A lot of players want to do these in order because they are official, and that is fine. Just know the real skill jump is not from The Nightmare to Clubstep. It is from TOE 2 into Deadlocked, where the game finally starts checking whether your wave is actually stable.
Level 2: Your first real community ladder
After the official levels, you are finally ready to build a proper progression route. This is where players usually split into skill lanes. Some go for modern visual levels. Some go for wave-heavy circles levels. Both can work, as long as the route is consistent.
- First Medium Demon: B by motleyorc (Medium Demon, ID: 34085027). This is still a strong modern beginner-medium because it introduces more serious decoration, pacing changes, and boss-fight pressure without becoming unreadable.
- Alternative First Medium Demon: Problematic (Medium Demon, ID: 6956640). Pick this if you want a more direct bridge into wave-heavy circles-style gameplay.
- First Hard Demon: Nine Circles (Hard Demon, ID: 4284013) or Jawbreaker (Hard Demon, ID: 7075386). These are still rite-of-passage levels because they force you to stop faking wave skill.
- First Insane Demon: Supersonic (Insane Demon, ID: 4706930) or Windy Landscape (Insane Demon, ID: 4957691). These are where consistency becomes the real exam.
If you are unsure between B and Problematic, the rule is simple: B is the better modern readability test, while Problematic is the better wave-leaning bridge into Hard Demons.

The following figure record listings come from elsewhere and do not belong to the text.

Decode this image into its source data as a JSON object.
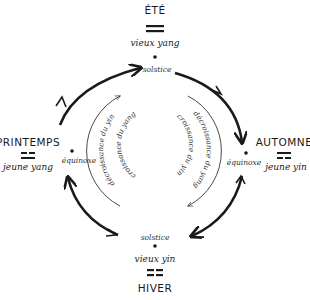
{
  "diagram": {
    "type": "seasonal-cycle",
    "direction": "clockwise",
    "nodes": {
      "top": {
        "season": "ÉTÉ",
        "trigram": "yang-yang",
        "label": "vieux yang",
        "point": "solstice"
      },
      "right": {
        "season": "AUTOMNE",
        "trigram": "yang-yin",
        "label": "jeune yin",
        "point": "équinoxe"
      },
      "bottom": {
        "season": "HIVER",
        "trigram": "yin-yin",
        "label": "vieux yin",
        "point": "solstice"
      },
      "left": {
        "season": "PRINTEMPS",
        "trigram": "yin-yang",
        "label": "jeune yang",
        "point": "équinoxe"
      }
    },
    "inner": {
      "left_outer": "décroissance du yin",
      "left_inner": "croissance du yang",
      "right_outer": "décroissance du yang",
      "right_inner": "croissance du yin"
    },
    "colors": {
      "ink": "#1a1a1a",
      "background": "#ffffff"
    }
  }
}
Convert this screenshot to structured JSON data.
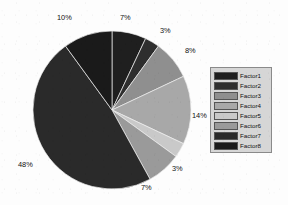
{
  "chart_data": {
    "type": "pie",
    "title": "",
    "categories": [
      "Factor1",
      "Factor2",
      "Factor3",
      "Factor4",
      "Factor5",
      "Factor6",
      "Factor7",
      "Factor8"
    ],
    "values": [
      7,
      3,
      8,
      14,
      3,
      7,
      48,
      10
    ],
    "value_labels": [
      "7%",
      "3%",
      "8%",
      "14%",
      "3%",
      "7%",
      "48%",
      "10%"
    ],
    "colors": [
      "#1f1f1f",
      "#2e2e2e",
      "#8f8f8f",
      "#a8a8a8",
      "#c9c9c9",
      "#9a9a9a",
      "#2a2a2a",
      "#1a1a1a"
    ],
    "legend_position": "right",
    "grid": false,
    "xlabel": "",
    "ylabel": "",
    "start_angle_deg": 0,
    "direction": "clockwise"
  },
  "legend": {
    "items": [
      {
        "label": "Factor1",
        "color": "#1f1f1f"
      },
      {
        "label": "Factor2",
        "color": "#2e2e2e"
      },
      {
        "label": "Factor3",
        "color": "#8f8f8f"
      },
      {
        "label": "Factor4",
        "color": "#a8a8a8"
      },
      {
        "label": "Factor5",
        "color": "#c9c9c9"
      },
      {
        "label": "Factor6",
        "color": "#9a9a9a"
      },
      {
        "label": "Factor7",
        "color": "#2a2a2a"
      },
      {
        "label": "Factor8",
        "color": "#1a1a1a"
      }
    ]
  },
  "labels": {
    "l0": "7%",
    "l1": "3%",
    "l2": "8%",
    "l3": "14%",
    "l4": "3%",
    "l5": "7%",
    "l6": "48%",
    "l7": "10%"
  }
}
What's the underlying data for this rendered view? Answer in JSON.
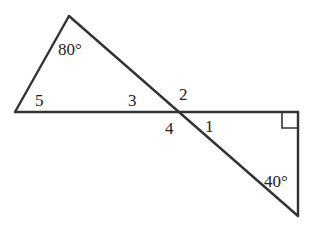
{
  "diagram": {
    "type": "geometry-two-triangles-vertical-angles",
    "stroke_color": "#333333",
    "background": "#ffffff",
    "labels": {
      "angle_top": "80°",
      "angle_bottom_right": "40°",
      "angle_5": "5",
      "angle_3": "3",
      "angle_2": "2",
      "angle_4": "4",
      "angle_1": "1"
    },
    "right_angle_marker": true
  }
}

Level 3: Approaching your first Extreme
When you finally start looking at Extremes, avoid levels that are only technically "entry" Extremes because they are weird, inconsistent, or full of legacy nonsense. Your first Extreme should teach you what Extreme Demon gameplay actually feels like.
- Acu (Extreme Demon, ID: 61079355): One of the most common first Extreme choices because it teaches fast flow, rhythm stability, and muscle memory under pressure.

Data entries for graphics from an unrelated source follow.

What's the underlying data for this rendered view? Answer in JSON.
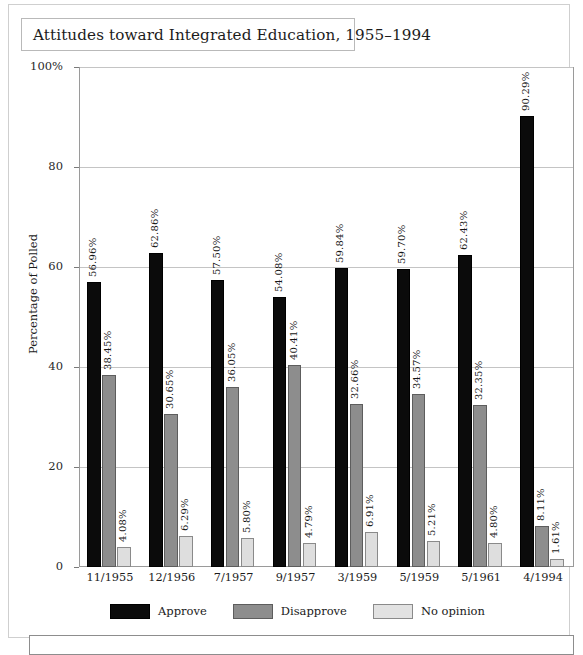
{
  "title": "Attitudes toward Integrated Education, 1955–1994",
  "chart_data": {
    "type": "bar",
    "title": "Attitudes toward Integrated Education, 1955–1994",
    "xlabel": "",
    "ylabel": "Percentage of Polled",
    "ylim": [
      0,
      100
    ],
    "yticks": [
      "0",
      "20",
      "40",
      "60",
      "80",
      "100%"
    ],
    "ytick_values": [
      0,
      20,
      40,
      60,
      80,
      100
    ],
    "grid": true,
    "legend_position": "bottom-center",
    "categories": [
      "11/1955",
      "12/1956",
      "7/1957",
      "9/1957",
      "3/1959",
      "5/1959",
      "5/1961",
      "4/1994"
    ],
    "series": [
      {
        "name": "Approve",
        "color": "#0b0b0b",
        "values": [
          56.96,
          62.86,
          57.5,
          54.08,
          59.84,
          59.7,
          62.43,
          90.29
        ],
        "labels": [
          "56.96%",
          "62.86%",
          "57.50%",
          "54.08%",
          "59.84%",
          "59.70%",
          "62.43%",
          "90.29%"
        ]
      },
      {
        "name": "Disapprove",
        "color": "#8d8d8d",
        "values": [
          38.45,
          30.65,
          36.05,
          40.41,
          32.66,
          34.57,
          32.35,
          8.11
        ],
        "labels": [
          "38.45%",
          "30.65%",
          "36.05%",
          "40.41%",
          "32.66%",
          "34.57%",
          "32.35%",
          "8.11%"
        ]
      },
      {
        "name": "No opinion",
        "color": "#dedede",
        "values": [
          4.08,
          6.29,
          5.8,
          4.79,
          6.91,
          5.21,
          4.8,
          1.61
        ],
        "labels": [
          "4.08%",
          "6.29%",
          "5.80%",
          "4.79%",
          "6.91%",
          "5.21%",
          "4.80%",
          "1.61%"
        ]
      }
    ]
  }
}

- Cataclysm (Extreme Demon, ID: 3979721): A more classic first Extreme route. The opening wave is infamous for a reason, and if you can stabilize it, the level teaches real old-school Extreme fundamentals.
If you want the cleaner modern route, choose Acu. If you want the more traditional milestone that people still respect instantly, choose Cataclysm.

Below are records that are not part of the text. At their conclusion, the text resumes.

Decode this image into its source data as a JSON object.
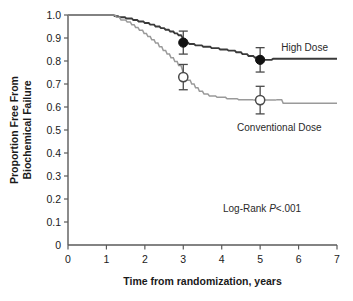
{
  "chart_data": {
    "type": "line",
    "title": "",
    "subtitle": "",
    "xlabel": "Time from randomization, years",
    "ylabel": "Proportion Free From Biochemical Failure",
    "ylabel_lines": [
      "Proportion Free From",
      "Biochemical Failure"
    ],
    "xlim": [
      0,
      7
    ],
    "ylim": [
      0,
      1.0
    ],
    "xticks": [
      0,
      1,
      2,
      3,
      4,
      5,
      6,
      7
    ],
    "xtick_labels": [
      "0",
      "1",
      "2",
      "3",
      "4",
      "5",
      "6",
      "7"
    ],
    "yticks": [
      0,
      0.1,
      0.2,
      0.3,
      0.4,
      0.5,
      0.6,
      0.7,
      0.8,
      0.9,
      1.0
    ],
    "ytick_labels": [
      "0",
      "0.1",
      "0.2",
      "0.3",
      "0.4",
      "0.5",
      "0.6",
      "0.7",
      "0.8",
      "0.9",
      "1.0"
    ],
    "grid": false,
    "legend_position": "inline-right",
    "annotations": [
      {
        "name": "log-rank-annotation",
        "text_prefix": "Log-Rank ",
        "text_italic": "P",
        "text_suffix": "<.001",
        "x": 5.05,
        "y": 0.145
      }
    ],
    "series": [
      {
        "name": "High Dose",
        "label": "High Dose",
        "color": "#3a3a3a",
        "linewidth": 1.9,
        "marker": "filled-circle",
        "label_x": 5.55,
        "label_y": 0.845,
        "points": [
          [
            0.0,
            1.0
          ],
          [
            1.18,
            1.0
          ],
          [
            1.22,
            0.995
          ],
          [
            1.3,
            0.995
          ],
          [
            1.34,
            0.99
          ],
          [
            1.48,
            0.99
          ],
          [
            1.52,
            0.985
          ],
          [
            1.66,
            0.985
          ],
          [
            1.7,
            0.978
          ],
          [
            1.8,
            0.978
          ],
          [
            1.84,
            0.972
          ],
          [
            1.96,
            0.972
          ],
          [
            2.0,
            0.965
          ],
          [
            2.1,
            0.965
          ],
          [
            2.14,
            0.958
          ],
          [
            2.24,
            0.958
          ],
          [
            2.28,
            0.95
          ],
          [
            2.38,
            0.95
          ],
          [
            2.42,
            0.943
          ],
          [
            2.5,
            0.943
          ],
          [
            2.54,
            0.936
          ],
          [
            2.62,
            0.936
          ],
          [
            2.66,
            0.928
          ],
          [
            2.74,
            0.928
          ],
          [
            2.78,
            0.92
          ],
          [
            2.84,
            0.92
          ],
          [
            2.88,
            0.912
          ],
          [
            2.94,
            0.912
          ],
          [
            2.98,
            0.902
          ],
          [
            3.0,
            0.88
          ],
          [
            3.12,
            0.88
          ],
          [
            3.16,
            0.874
          ],
          [
            3.28,
            0.874
          ],
          [
            3.32,
            0.868
          ],
          [
            3.48,
            0.868
          ],
          [
            3.52,
            0.862
          ],
          [
            3.7,
            0.862
          ],
          [
            3.74,
            0.856
          ],
          [
            3.92,
            0.856
          ],
          [
            3.96,
            0.85
          ],
          [
            4.14,
            0.85
          ],
          [
            4.18,
            0.845
          ],
          [
            4.34,
            0.845
          ],
          [
            4.38,
            0.838
          ],
          [
            4.5,
            0.838
          ],
          [
            4.54,
            0.83
          ],
          [
            4.66,
            0.83
          ],
          [
            4.7,
            0.822
          ],
          [
            4.82,
            0.822
          ],
          [
            4.86,
            0.815
          ],
          [
            4.96,
            0.815
          ],
          [
            5.0,
            0.805
          ],
          [
            5.3,
            0.805
          ],
          [
            5.34,
            0.81
          ],
          [
            7.0,
            0.81
          ]
        ],
        "markers": [
          {
            "x": 3,
            "y": 0.88,
            "err_low": 0.05,
            "err_high": 0.05
          },
          {
            "x": 5,
            "y": 0.805,
            "err_low": 0.053,
            "err_high": 0.053
          }
        ]
      },
      {
        "name": "Conventional Dose",
        "label": "Conventional Dose",
        "color": "#9a9a9a",
        "linewidth": 1.5,
        "marker": "open-circle",
        "label_x": 4.4,
        "label_y": 0.495,
        "points": [
          [
            0.0,
            1.0
          ],
          [
            1.22,
            1.0
          ],
          [
            1.26,
            0.99
          ],
          [
            1.34,
            0.99
          ],
          [
            1.38,
            0.978
          ],
          [
            1.5,
            0.978
          ],
          [
            1.54,
            0.97
          ],
          [
            1.62,
            0.97
          ],
          [
            1.66,
            0.958
          ],
          [
            1.72,
            0.958
          ],
          [
            1.76,
            0.946
          ],
          [
            1.82,
            0.946
          ],
          [
            1.86,
            0.934
          ],
          [
            1.94,
            0.934
          ],
          [
            1.98,
            0.92
          ],
          [
            2.04,
            0.92
          ],
          [
            2.08,
            0.906
          ],
          [
            2.14,
            0.906
          ],
          [
            2.18,
            0.892
          ],
          [
            2.24,
            0.892
          ],
          [
            2.28,
            0.878
          ],
          [
            2.34,
            0.878
          ],
          [
            2.38,
            0.862
          ],
          [
            2.44,
            0.862
          ],
          [
            2.48,
            0.846
          ],
          [
            2.54,
            0.846
          ],
          [
            2.58,
            0.83
          ],
          [
            2.64,
            0.83
          ],
          [
            2.68,
            0.814
          ],
          [
            2.74,
            0.814
          ],
          [
            2.78,
            0.798
          ],
          [
            2.84,
            0.798
          ],
          [
            2.88,
            0.78
          ],
          [
            2.94,
            0.78
          ],
          [
            2.98,
            0.76
          ],
          [
            3.0,
            0.73
          ],
          [
            3.08,
            0.73
          ],
          [
            3.12,
            0.716
          ],
          [
            3.18,
            0.716
          ],
          [
            3.22,
            0.7
          ],
          [
            3.28,
            0.7
          ],
          [
            3.32,
            0.684
          ],
          [
            3.38,
            0.684
          ],
          [
            3.42,
            0.668
          ],
          [
            3.5,
            0.668
          ],
          [
            3.54,
            0.656
          ],
          [
            3.64,
            0.656
          ],
          [
            3.68,
            0.648
          ],
          [
            3.84,
            0.648
          ],
          [
            3.88,
            0.642
          ],
          [
            4.1,
            0.642
          ],
          [
            4.14,
            0.636
          ],
          [
            4.4,
            0.636
          ],
          [
            4.44,
            0.632
          ],
          [
            4.8,
            0.632
          ],
          [
            4.84,
            0.63
          ],
          [
            5.0,
            0.63
          ],
          [
            5.4,
            0.63
          ],
          [
            5.44,
            0.632
          ],
          [
            5.56,
            0.632
          ],
          [
            5.6,
            0.616
          ],
          [
            7.0,
            0.616
          ]
        ],
        "markers": [
          {
            "x": 3,
            "y": 0.73,
            "err_low": 0.055,
            "err_high": 0.055
          },
          {
            "x": 5,
            "y": 0.63,
            "err_low": 0.06,
            "err_high": 0.06
          }
        ]
      }
    ]
  },
  "axes": {
    "x_title": "Time from randomization, years",
    "y_title_line1": "Proportion Free From",
    "y_title_line2": "Biochemical Failure"
  },
  "colors": {
    "high_dose": "#3a3a3a",
    "conventional_dose": "#9a9a9a",
    "axis": "#5a5a5a",
    "text": "#1a1a1a",
    "background": "#ffffff"
  }
}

Path B: The Platformer Route (The easier second path to serious progress)
Since 2.2, you do not have to rely only on Classic Mode. Platformer Demons offer a completely different style of progression: manual movement, checkpoints, more route control, and less pressure from auto-scroll.
If Platformer is your main interest, the key checkpoints are below — and the full guide is one click away.
- First Platformer Demon Moon: Idling Somewhere (Easy Demon, ID: 99170473)
- Best beginner-friendly showcase level: Forsaken City (Easy Demon, ID: 97906220)
- First real movement-tech teacher: SpeedTek (Hard Demon, ID: 97812307)
- First serious Platformer Extreme target later on: Storm Front (Extreme Demon, ID: 100486532) or Robot King (Extreme Demon, ID: 99927952)
That means you now have two valid beginner routes in 2026. Classic if you want rhythm and run consistency. Platformer if you want route control, checkpoint learning, and movement-specific progression.
How to actually practice these levels
Knowing the levels is only half the battle. If you just throw yourself at Normal Mode from 0% over and over, you will burn out and learn slowly. Here is the version of practice that actually works.
- First Practice run: place a checkpoint every 5 to 10 seconds no matter what. Do not worry about skill yet. Your only goal is to see the entire level layout once.
- Second Practice run: remove some checkpoints and start grouping sections together. This is where you stop sightseeing and begin learning transitions.
- Start Position strategy: identify the section where your death rate is clearly above 50%, place a Start Position there, and clear it 15 times before returning to full runs.
- Study one completion at 0.5x speed: do not watch it for hype. Watch it for click timing. Focus especially on wave spam, orb chains, and awkward ship corrections.
- Do not overpractice only the opening: once the first 30% feels stable, move your practice to the back half. A lot of beginner clears fail because the ending is still unfamiliar.